It's somewhat "incorrect" use of words in physics, because heat is not a state variable, there is no unique number we can assign to any system that would tell us how much heat it contains in some objective universal sense. This is because heat is a mode of energy transfer, and the same energy can go in via heat, or work. After the energy is in the system, there is no way to find out, from state variables of the system, whether it came in through heat, or work.
"Heat content" refers to and applies to a restricted set of situations, where we put in some energy only via heat, not via work, during this transfer the system changes its state (typically it expands and does work on the atmosphere), while the external pressure $p$ remains constant (usually, due to atmosphere). Later we can reverse all of this and extract that same amount of heat and put it elsewhere. During heat absorption/heat release, the system is allowed to do work or accept work from atmosphere.
Enthalpy comes up because in this kind of process with constant external pressure, its change equals the heat accepted:
$$
\Delta H = Q.\tag{*}
$$
So if 2.2MJ of heat is accepted by the system, then its enthalpy has increased by 2.2MJ. In this context, telling the value of enthalpy (and the minimum enthalpy the system had before we put heat in it) tells us how much heat we can recover back from the system.
Why does enthalpy behave this way? Internal energy $U$ doesn't; this is because part of the energy income is going out via work on the outside atmosphere. But enthalpy is defined as
$$
H = U + pV
$$
to get a quantity that does not decrease due to volume work. We can see this easily: we have
$$
\Delta H =\Delta U + \Delta(p V) = \Delta U + p \Delta V
$$
and since the 1st law of thermodynamics for volume work implies
$$
\Delta U = Q - p\Delta V
$$
combining these two equations, we obtain (*).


_ASSIGNED TASK_
Extract every record, exactly as written, and ignore the pictures.

[Start of section]

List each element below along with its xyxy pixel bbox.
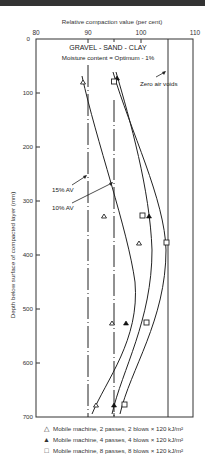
y-tick-label: 700 [23,413,34,420]
y-tick-label: 500 [23,305,34,312]
y-tick-label: 200 [23,143,34,150]
y-axis-title: Depth below surface of compacted layer (… [9,192,16,319]
filled-triangle-icon: ▲ [42,434,51,445]
legend-label: Mobile machine, 8 passes, 8 blows × 120 … [53,445,183,456]
chart-legend: △ Mobile machine, 2 passes, 2 blows × 12… [42,423,183,456]
y-tick-label: 600 [23,359,34,366]
10-percent-av-label: 10% AV [52,204,74,211]
y-tick-label: 0 [27,35,31,42]
chart-title: GRAVEL - SAND - CLAY [69,44,147,51]
x-tick-label: 80 [32,29,40,36]
legend-label: Mobile machine, 4 passes, 4 blows × 120 … [53,434,183,445]
chart-subtitle: Moisture content = Optimum - 1% [62,54,155,61]
zero-air-voids-label: Zero air voids [140,80,177,87]
legend-item-8-passes: □ Mobile machine, 8 passes, 8 blows × 12… [42,445,183,456]
legend-item-4-passes: ▲ Mobile machine, 4 passes, 4 blows × 12… [42,434,183,445]
open-square-icon: □ [42,445,51,456]
x-tick-label: 110 [190,29,201,36]
x-tick-label: 90 [84,29,92,36]
legend-item-2-passes: △ Mobile machine, 2 passes, 2 blows × 12… [42,423,183,434]
y-tick-label: 300 [23,197,34,204]
15-percent-av-label: 15% AV [52,186,74,193]
x-tick-label: 100 [136,29,147,36]
y-tick-label: 400 [23,251,34,258]
legend-label: Mobile machine, 2 passes, 2 blows × 120 … [53,423,183,434]
y-tick-label: 100 [23,89,34,96]
open-triangle-icon: △ [42,423,51,434]
x-axis-title: Relative compaction value (per cent) [62,18,162,25]
curve-2-passes [82,76,135,414]
chart-plot: Relative compaction value (per cent) 80 … [0,0,205,457]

[End of section]

_TASK RESPONSE_
List each element below along with its xyxy pixel bbox.
y-tick-label: 700 [23,413,34,420]
y-tick-label: 500 [23,305,34,312]
y-tick-label: 200 [23,143,34,150]
y-axis-title: Depth below surface of compacted layer (… [9,192,16,319]
filled-triangle-icon: ▲ [42,434,51,445]
legend-label: Mobile machine, 8 passes, 8 blows × 120 … [53,445,183,456]
chart-legend: △ Mobile machine, 2 passes, 2 blows × 12… [42,423,183,456]
y-tick-label: 600 [23,359,34,366]
10-percent-av-label: 10% AV [52,204,74,211]
y-tick-label: 0 [27,35,31,42]
chart-title: GRAVEL - SAND - CLAY [69,44,147,51]
x-tick-label: 80 [32,29,40,36]
legend-label: Mobile machine, 4 passes, 4 blows × 120 … [53,434,183,445]
chart-subtitle: Moisture content = Optimum - 1% [62,54,155,61]
zero-air-voids-label: Zero air voids [140,80,177,87]
legend-item-8-passes: □ Mobile machine, 8 passes, 8 blows × 12… [42,445,183,456]
legend-item-4-passes: ▲ Mobile machine, 4 passes, 4 blows × 12… [42,434,183,445]
open-square-icon: □ [42,445,51,456]
x-tick-label: 110 [190,29,201,36]
x-tick-label: 90 [84,29,92,36]
legend-item-2-passes: △ Mobile machine, 2 passes, 2 blows × 12… [42,423,183,434]
y-tick-label: 300 [23,197,34,204]
15-percent-av-label: 15% AV [52,186,74,193]
x-tick-label: 100 [136,29,147,36]
y-tick-label: 400 [23,251,34,258]
legend-label: Mobile machine, 2 passes, 2 blows × 120 … [53,423,183,434]
y-tick-label: 100 [23,89,34,96]
open-triangle-icon: △ [42,423,51,434]
x-axis-title: Relative compaction value (per cent) [62,18,162,25]
curve-2-passes [82,76,135,414]
chart-plot: Relative compaction value (per cent) 80 … [0,0,205,457]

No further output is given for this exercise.